Monday, Sep. 22, 1941

New Play in Manhattan

The Wookey (by Frederick Hazlitt Brennan, produced by Edgar Selwyn). Mr. Wookey, a tugboat captain, is a little Cockney who runs his East End family with as much assurance as Winston Churchill runs the British Empire. From the day before Britain enters World War II through the height of last September's great Blitz, he and his family go through blood and tears and low comedy.

The audience loves it and for a good reason. The Wookey is something that a large part of the English-speaking world still delights in: the humor of Punch, Every character, every situation, every line in the play (except a few words spoken out that Punch would print as --s) has had its counterpart in Punch during the last 100 years. The Wookey, a grandchild of this traditional British humor, proves that there is still life in the Punch line.

But half the life in The Wookey comes from Edmund Gwenn, an actor with a capacity for making mediocre parts seem masterpieces of playwriting. In the cinema Foreign Correspondent, as an eerie minor villain who tried to push hero Joel McCrea off a tall tower, in The Earl of Chicago as a gentleman's gentleman who looked after gangster Robert Montgomery, he stole whole scenes from the principals. But as Mr. Wookey he steals nothing; the play is handed to him and he runs away with it.

The rest of the cast cannot be blamed for hardly making an impression. Author Frederick Hazlitt Brennan, onetime newspaperman, short-story writer and sometime playwright, forgot to provide his play with more than one character. The rest of his dramatis personae, including a policeman, an A.R.P. warden, a British colonel and an Irishman, he apparently picked from the most fatuous stereotypes in Punch's files. He also forgot to provide any dramatic reason for his first act and frequently let his farce run at cross purposes with his blood & thunder.

But if The Wookey isn't much play, it is a lot of show. It not merely makes the humorous best of British courage and obstinacy under trial. It also has a range of breath-taking sound effects, from the audible eruption of a W.C. to German bombing raids (recorded in London). It runs the gamut of the tear-jerking situations which can confront a family in wartime. And it exploits all the emotions aroused in the U.S. by the war--even to political gags at which America Firsters clap and a set (by Jo Mielziner, showing bomb-Blitzed London) which, without a line being spoken, draws a round of compassionate applause. No audience can resist The Wookey.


ACTIVITY » Please return the full listing below without altering anything.
Top of SUPPLIED RECORDS
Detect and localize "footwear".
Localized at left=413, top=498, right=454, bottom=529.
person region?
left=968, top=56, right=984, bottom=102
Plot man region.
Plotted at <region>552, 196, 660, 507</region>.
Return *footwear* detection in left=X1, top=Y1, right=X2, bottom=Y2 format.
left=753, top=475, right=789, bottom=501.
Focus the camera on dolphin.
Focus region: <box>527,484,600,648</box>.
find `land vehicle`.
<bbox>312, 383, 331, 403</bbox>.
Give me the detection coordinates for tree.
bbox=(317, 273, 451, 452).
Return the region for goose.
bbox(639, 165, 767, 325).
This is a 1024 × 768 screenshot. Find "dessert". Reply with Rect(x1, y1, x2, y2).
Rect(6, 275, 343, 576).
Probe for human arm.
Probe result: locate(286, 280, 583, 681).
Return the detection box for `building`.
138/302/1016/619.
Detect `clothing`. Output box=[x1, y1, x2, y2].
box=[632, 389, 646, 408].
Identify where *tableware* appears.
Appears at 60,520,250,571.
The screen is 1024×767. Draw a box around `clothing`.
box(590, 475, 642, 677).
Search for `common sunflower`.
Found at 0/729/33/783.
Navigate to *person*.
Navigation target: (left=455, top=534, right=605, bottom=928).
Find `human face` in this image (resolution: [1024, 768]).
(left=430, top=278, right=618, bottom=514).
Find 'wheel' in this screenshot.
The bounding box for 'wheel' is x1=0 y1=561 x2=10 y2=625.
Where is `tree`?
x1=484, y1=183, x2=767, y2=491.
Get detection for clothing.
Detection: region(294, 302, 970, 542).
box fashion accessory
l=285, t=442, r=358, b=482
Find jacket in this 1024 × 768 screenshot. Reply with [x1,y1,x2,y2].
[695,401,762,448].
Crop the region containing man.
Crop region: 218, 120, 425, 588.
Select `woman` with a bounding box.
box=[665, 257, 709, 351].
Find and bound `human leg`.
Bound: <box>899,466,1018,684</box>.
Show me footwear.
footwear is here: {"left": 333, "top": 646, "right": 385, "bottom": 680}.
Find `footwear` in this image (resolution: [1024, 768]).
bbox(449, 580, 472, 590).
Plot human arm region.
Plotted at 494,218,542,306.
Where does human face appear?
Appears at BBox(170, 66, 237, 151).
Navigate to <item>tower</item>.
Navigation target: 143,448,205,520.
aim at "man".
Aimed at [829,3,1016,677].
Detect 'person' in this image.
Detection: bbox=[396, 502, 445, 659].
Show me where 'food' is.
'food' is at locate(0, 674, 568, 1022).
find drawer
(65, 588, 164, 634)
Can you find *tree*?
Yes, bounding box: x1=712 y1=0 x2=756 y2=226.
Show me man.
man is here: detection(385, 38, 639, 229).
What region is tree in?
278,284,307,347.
Bottom of SUPPLIED RECORDS
EXERCISE RESULT »
Detect and localize "footwear".
Localized at left=413, top=498, right=454, bottom=529.
person region?
left=968, top=56, right=984, bottom=102
Plot man region.
Plotted at <region>552, 196, 660, 507</region>.
Return *footwear* detection in left=X1, top=Y1, right=X2, bottom=Y2 format.
left=753, top=475, right=789, bottom=501.
Focus the camera on dolphin.
Focus region: <box>527,484,600,648</box>.
find `land vehicle`.
<bbox>312, 383, 331, 403</bbox>.
Give me the detection coordinates for tree.
bbox=(317, 273, 451, 452).
Return the region for goose.
bbox(639, 165, 767, 325).
This is a 1024 × 768 screenshot. Find "dessert". Reply with Rect(x1, y1, x2, y2).
Rect(6, 275, 343, 576).
Probe for human arm.
Probe result: locate(286, 280, 583, 681).
Return the detection box for `building`.
138/302/1016/619.
Detect `clothing`. Output box=[x1, y1, x2, y2].
box=[632, 389, 646, 408].
Identify where *tableware* appears.
Appears at 60,520,250,571.
The screen is 1024×767. Draw a box around `clothing`.
box(590, 475, 642, 677).
Search for `common sunflower`.
Found at 0/729/33/783.
Navigate to *person*.
Navigation target: (left=455, top=534, right=605, bottom=928).
Find `human face` in this image (resolution: [1024, 768]).
(left=430, top=278, right=618, bottom=514).
Find 'wheel' in this screenshot.
The bounding box for 'wheel' is x1=0 y1=561 x2=10 y2=625.
Where is `tree`?
x1=484, y1=183, x2=767, y2=491.
Get detection for clothing.
Detection: region(294, 302, 970, 542).
box fashion accessory
l=285, t=442, r=358, b=482
Find jacket in this 1024 × 768 screenshot. Reply with [x1,y1,x2,y2].
[695,401,762,448].
Crop the region containing man.
Crop region: 218, 120, 425, 588.
Select `woman` with a bounding box.
box=[665, 257, 709, 351].
Find and bound `human leg`.
Bound: <box>899,466,1018,684</box>.
Show me footwear.
footwear is here: {"left": 333, "top": 646, "right": 385, "bottom": 680}.
Find `footwear` in this image (resolution: [1024, 768]).
bbox(449, 580, 472, 590).
Plot human arm region.
Plotted at 494,218,542,306.
Where does human face appear?
Appears at BBox(170, 66, 237, 151).
Navigate to <item>tower</item>.
Navigation target: 143,448,205,520.
aim at "man".
Aimed at [829,3,1016,677].
Detect 'person' in this image.
Detection: bbox=[396, 502, 445, 659].
Show me where 'food' is.
'food' is at locate(0, 674, 568, 1022).
find drawer
(65, 588, 164, 634)
Can you find *tree*?
Yes, bounding box: x1=712 y1=0 x2=756 y2=226.
Show me man.
man is here: detection(385, 38, 639, 229).
What region is tree in?
278,284,307,347.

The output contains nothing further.